Ancient Mesopotamia

  September 26, 2021   Read time 4 min
Ancient Mesopotamia
The best case for the first appearance of something which is recognizably civilization has been made for the southern part of Mesopotamia, the 700 -mile-long stretch of land formed by the two river valleys of the Tigris and Euphrates.

This end of the Fertile Crescent was thickly studded with farming villages in Neolithic times. Some of the oldest settlements of all seem to have been in the extreme south where deposits from centuries of drainage from up-country and annual fl oodings had built up a soil of great richness. It must always have been much easier to grow crops there than elsewhere, provided that the water supply could be made continuously and safely available; this was possible, for though rain was slight and irregular, the river bed was often above the level of the surrounding plain. A calculation has been made that in about 2500 BCthe yield of grain in southern Mesopotamia compared favourably with that of the best Canadian wheat-fi elds today. Here, at an early date, was the possibility of growing more than was needed for daily consumption, the surplus indispensable to the appearance of town life. Furthermore, fi sh could be taken from the nearby sea.

Such a setting was a challenge, as well as an opportunity. The Tigris and Euphrates could suddenly and violently change their courses: the marshy, low-lying land of the delta had to be raised above fl ood level by banking and ditching and canals had to be built to carry water away. Thousands of years later, techniques could still be seen in use in Mesopotamia which were probably those fi rst employed long ago to form the platforms of reed and mud on which were built the fi rst homesteads of the area. In an example of making an advantage out of adversity, these patches of cultivation would be grouped where the soil was richest. But the drains and irrigation channels they needed could be managed properly only if they were managed collectively. No doubt the social organization of reclamation was another result. However it happened, the seemingly unprecedented achievement of making land from watery marsh must have been the forcing house of a new complexity in the way men lived together.

As the population rose, more land was taken to grow food. Sooner or later men of different villages would have come face to face with others intent on reclaiming marsh which had previously separated them from one another. Different irrigation needs may even have brought them into contact before this. There was a choice: to fi ght or to co-operate. Each meant further collective organization and a new agglomeration of power. Somewhere along this path it made sense for men to band together in bigger units than hitherto for self-protection or management of the environment. One physical result is the town, mud-walled at fi rst to keep out fl oods and enemies, raised above the waters on a platform. It was logical for the local deity’s shrine to be the place chosen: he stood behind the community’s authority. It would be exercised by his chief priest, who became the ruler of a little theocracy competing with others.

Something like this – we cannot know what – may explain the difference between southern Mesopotamia in the fourth and third millennia BCand the other zones of Neolithic culture with which it had already been long in contact. The evidence of pottery and characteristic shrines shows that there were links between Mesopotamia and the Neolithic cultures of Anatolia, Assyria and Iran, thereby beginning to establish a Middle Eastern region. They all had much in common. But only in one relatively small area did a pattern of village life common to much of the Middle East begin to grow faster and develop into something else. From that background emerges the fi rst true urbanism, that of Sumer, and the fi rst observable civilization.

Sumer is an ancient name for southern Mesopotamia, which then extended about a hundred miles less to the south than the present coast. The people who lived there may have been more similar to groups in the north and west than to their Semitic neighbours to the south-west. In this origin, the Sumerians were like their northern neighbours, the Elamites, who lived on the other side of the Tigris. Scholars are still divided about when the Sumerians – that is, those who spoke the language later called Sumerian – arrived in the area: they may have been there since about 4000 BC . But since we know the population of civilized Sumer to be a mixture of ethnic groups, perhaps including the earlier inhabitants of the region, with a culture which mixed foreign and local elements, it does not much matter.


» **Assignment**
Which lines in the records below contain the word "symbol"? Return each of them.

________________________________________

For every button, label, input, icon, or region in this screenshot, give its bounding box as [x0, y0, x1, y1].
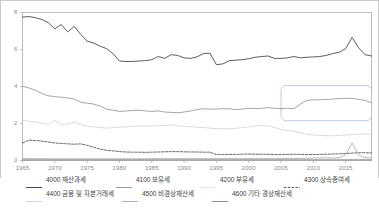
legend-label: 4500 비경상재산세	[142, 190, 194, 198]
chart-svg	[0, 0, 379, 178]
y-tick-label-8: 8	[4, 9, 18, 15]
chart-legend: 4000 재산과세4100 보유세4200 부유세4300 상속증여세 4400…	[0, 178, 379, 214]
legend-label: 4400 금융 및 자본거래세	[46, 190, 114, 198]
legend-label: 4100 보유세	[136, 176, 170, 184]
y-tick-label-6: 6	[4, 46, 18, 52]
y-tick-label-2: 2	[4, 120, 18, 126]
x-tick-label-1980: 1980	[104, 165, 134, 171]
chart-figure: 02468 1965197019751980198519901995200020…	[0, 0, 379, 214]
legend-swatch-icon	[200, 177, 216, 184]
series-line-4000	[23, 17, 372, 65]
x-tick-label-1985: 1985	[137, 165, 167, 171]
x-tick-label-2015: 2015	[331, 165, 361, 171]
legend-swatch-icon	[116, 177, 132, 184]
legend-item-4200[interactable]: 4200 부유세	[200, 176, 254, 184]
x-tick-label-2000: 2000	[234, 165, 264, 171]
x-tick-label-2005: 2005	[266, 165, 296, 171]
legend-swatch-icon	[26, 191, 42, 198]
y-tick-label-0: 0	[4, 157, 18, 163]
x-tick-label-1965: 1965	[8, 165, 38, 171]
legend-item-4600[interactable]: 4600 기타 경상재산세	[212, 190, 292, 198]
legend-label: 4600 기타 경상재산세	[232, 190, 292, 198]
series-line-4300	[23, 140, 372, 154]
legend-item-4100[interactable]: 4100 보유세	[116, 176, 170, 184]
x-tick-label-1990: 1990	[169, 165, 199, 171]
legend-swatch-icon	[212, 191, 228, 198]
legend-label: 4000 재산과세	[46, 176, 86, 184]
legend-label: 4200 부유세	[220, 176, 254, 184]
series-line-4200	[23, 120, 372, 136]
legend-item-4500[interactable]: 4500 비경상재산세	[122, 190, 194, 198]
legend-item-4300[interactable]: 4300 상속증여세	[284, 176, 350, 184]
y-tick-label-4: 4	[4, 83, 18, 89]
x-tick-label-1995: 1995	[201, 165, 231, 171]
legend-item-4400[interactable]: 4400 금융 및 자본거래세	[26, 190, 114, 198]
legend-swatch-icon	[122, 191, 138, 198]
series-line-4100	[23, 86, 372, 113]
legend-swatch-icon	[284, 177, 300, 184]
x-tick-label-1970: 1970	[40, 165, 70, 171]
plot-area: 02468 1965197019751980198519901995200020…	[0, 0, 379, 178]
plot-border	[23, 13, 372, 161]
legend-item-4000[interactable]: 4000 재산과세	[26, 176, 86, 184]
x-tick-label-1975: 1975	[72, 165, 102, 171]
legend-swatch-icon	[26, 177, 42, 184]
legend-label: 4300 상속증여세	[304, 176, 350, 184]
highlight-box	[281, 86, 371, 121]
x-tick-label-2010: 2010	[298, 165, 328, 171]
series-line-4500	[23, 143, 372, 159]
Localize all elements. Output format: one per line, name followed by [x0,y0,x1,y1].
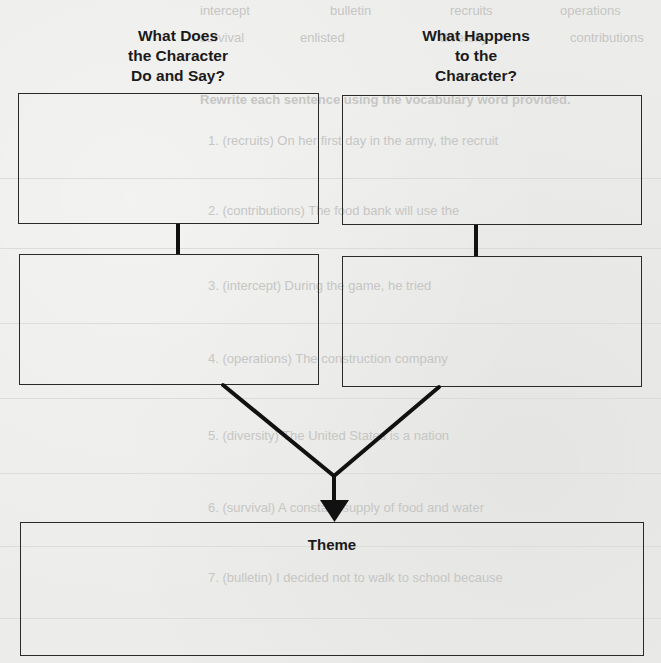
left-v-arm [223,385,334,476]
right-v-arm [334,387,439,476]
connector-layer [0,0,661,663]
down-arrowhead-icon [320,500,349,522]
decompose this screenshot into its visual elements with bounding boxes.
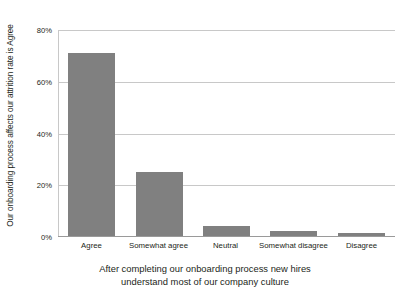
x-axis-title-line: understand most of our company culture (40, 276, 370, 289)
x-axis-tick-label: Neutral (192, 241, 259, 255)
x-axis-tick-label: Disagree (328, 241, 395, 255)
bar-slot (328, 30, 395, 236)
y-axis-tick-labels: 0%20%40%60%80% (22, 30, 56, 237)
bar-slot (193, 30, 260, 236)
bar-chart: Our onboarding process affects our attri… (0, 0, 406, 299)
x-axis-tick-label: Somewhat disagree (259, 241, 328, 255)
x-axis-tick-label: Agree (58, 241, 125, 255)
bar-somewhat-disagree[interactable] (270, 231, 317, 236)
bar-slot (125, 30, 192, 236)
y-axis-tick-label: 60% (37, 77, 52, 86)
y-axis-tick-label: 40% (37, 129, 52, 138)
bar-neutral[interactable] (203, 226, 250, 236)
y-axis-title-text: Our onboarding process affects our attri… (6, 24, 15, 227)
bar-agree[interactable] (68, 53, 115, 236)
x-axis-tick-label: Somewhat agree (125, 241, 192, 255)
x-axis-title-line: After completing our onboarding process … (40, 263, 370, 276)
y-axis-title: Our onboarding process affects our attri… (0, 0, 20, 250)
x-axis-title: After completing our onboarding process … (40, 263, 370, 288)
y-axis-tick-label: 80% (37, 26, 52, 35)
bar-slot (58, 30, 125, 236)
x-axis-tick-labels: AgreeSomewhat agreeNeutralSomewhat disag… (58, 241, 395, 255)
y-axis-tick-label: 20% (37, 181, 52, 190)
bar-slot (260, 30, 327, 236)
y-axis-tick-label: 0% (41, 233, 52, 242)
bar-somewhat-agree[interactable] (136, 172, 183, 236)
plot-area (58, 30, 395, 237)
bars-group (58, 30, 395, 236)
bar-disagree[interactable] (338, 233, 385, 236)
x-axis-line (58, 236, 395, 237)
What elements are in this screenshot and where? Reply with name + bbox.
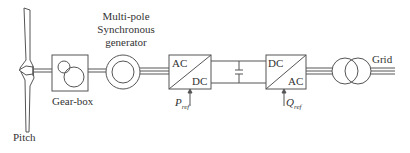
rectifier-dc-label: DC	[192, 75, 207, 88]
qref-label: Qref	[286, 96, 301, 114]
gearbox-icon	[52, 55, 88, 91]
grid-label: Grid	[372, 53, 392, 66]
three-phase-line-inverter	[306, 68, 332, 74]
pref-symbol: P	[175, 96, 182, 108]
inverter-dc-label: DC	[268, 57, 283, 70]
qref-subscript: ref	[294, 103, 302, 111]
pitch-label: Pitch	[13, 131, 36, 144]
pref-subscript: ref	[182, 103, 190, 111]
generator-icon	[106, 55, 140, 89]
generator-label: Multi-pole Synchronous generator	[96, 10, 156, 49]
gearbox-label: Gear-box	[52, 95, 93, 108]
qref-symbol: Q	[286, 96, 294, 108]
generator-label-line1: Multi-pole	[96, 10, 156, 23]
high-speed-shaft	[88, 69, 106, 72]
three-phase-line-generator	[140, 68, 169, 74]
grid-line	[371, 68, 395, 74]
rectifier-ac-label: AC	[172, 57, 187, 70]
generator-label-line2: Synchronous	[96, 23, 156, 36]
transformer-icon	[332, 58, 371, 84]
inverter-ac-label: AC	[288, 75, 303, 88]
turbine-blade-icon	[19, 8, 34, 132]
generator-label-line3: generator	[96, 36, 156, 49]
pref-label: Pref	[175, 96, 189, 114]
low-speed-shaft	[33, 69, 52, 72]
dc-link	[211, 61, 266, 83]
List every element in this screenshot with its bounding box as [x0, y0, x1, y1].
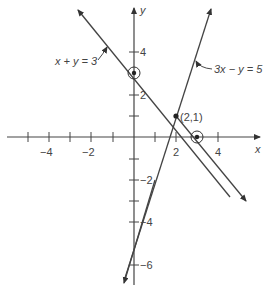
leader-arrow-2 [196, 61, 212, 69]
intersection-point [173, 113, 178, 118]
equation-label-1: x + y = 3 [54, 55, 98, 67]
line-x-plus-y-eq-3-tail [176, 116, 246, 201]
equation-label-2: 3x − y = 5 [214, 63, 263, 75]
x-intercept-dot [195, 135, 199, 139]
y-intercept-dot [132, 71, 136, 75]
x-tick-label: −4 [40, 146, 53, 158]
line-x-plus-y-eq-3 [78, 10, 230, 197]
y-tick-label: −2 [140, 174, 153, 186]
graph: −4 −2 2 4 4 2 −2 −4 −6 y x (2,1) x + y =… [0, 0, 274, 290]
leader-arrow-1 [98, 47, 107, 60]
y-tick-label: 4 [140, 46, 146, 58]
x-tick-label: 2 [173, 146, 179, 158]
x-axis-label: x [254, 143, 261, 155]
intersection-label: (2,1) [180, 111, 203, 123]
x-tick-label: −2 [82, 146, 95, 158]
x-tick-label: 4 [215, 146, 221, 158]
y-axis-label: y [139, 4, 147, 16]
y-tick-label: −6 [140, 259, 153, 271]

________________________________________

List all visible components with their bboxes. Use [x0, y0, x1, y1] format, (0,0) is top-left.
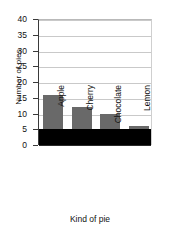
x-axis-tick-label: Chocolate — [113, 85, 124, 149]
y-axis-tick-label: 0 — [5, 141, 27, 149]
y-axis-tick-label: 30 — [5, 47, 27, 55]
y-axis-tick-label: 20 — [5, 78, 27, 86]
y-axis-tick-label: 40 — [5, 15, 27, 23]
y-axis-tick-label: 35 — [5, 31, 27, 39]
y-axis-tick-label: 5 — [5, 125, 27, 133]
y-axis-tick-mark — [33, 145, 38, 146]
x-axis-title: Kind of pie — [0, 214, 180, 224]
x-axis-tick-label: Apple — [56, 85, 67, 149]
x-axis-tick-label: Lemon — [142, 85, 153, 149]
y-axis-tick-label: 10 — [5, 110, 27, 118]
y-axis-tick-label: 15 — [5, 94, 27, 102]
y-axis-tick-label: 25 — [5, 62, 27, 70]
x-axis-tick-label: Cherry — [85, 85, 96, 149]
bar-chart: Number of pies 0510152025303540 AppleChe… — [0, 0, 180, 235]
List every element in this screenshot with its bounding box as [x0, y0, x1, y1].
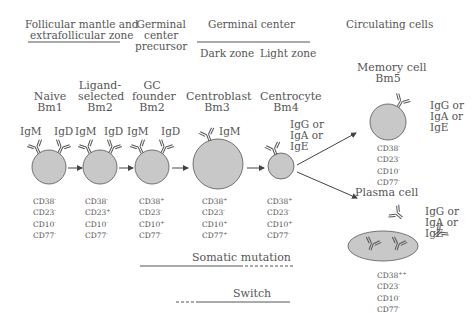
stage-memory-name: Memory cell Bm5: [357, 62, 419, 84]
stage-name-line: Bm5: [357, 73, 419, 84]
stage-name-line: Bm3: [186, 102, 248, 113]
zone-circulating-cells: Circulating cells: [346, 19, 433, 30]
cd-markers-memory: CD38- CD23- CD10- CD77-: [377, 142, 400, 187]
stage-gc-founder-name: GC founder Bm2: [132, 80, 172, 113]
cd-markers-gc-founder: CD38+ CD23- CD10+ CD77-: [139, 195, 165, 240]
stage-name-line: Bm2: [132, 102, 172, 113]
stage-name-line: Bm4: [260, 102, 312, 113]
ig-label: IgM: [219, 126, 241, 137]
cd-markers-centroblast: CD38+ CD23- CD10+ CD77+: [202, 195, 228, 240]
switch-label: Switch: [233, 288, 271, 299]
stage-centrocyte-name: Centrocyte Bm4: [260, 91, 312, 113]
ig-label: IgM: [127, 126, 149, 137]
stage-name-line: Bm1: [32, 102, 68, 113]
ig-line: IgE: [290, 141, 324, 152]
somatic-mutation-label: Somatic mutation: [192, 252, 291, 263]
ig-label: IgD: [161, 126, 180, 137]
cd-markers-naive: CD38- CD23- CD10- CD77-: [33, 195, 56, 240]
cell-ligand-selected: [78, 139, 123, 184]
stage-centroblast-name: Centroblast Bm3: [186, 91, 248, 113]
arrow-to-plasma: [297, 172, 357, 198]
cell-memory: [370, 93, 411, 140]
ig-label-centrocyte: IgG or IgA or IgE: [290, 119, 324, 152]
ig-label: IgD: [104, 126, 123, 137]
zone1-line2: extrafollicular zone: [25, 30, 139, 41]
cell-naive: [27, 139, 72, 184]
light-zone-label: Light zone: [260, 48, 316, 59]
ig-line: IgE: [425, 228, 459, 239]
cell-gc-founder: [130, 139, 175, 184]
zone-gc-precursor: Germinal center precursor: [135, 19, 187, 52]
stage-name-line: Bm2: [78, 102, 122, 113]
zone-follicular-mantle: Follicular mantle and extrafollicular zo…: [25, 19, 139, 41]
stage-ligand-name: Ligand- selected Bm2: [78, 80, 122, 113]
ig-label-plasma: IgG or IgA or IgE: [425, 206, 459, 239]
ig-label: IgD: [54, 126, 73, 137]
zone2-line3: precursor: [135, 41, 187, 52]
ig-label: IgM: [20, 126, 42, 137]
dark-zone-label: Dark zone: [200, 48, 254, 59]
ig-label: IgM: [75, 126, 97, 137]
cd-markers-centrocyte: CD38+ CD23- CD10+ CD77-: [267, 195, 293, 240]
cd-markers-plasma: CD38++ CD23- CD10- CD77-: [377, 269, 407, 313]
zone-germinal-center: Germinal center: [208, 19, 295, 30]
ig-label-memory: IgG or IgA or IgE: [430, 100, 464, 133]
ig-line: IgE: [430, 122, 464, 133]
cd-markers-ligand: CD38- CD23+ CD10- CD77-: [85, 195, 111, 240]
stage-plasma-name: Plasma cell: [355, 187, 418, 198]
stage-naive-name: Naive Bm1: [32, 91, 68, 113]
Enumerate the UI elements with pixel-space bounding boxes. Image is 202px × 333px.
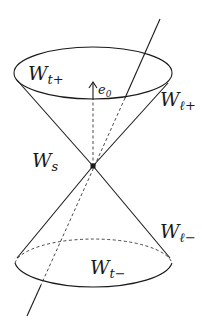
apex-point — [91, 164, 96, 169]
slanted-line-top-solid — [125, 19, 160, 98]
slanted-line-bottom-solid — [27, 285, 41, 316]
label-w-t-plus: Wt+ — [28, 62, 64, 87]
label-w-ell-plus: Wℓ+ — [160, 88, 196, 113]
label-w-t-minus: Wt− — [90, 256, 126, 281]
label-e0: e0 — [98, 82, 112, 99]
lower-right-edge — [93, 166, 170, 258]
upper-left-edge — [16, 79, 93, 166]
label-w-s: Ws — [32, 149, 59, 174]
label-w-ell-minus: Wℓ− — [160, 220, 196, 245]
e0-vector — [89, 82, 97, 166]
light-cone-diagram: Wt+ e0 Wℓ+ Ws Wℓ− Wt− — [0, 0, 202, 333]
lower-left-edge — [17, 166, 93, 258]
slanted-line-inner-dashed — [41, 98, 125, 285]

________________________________________

» **Solved exercise**
pref-symbol: P	[175, 96, 182, 108]
qref-symbol: Q	[286, 96, 294, 108]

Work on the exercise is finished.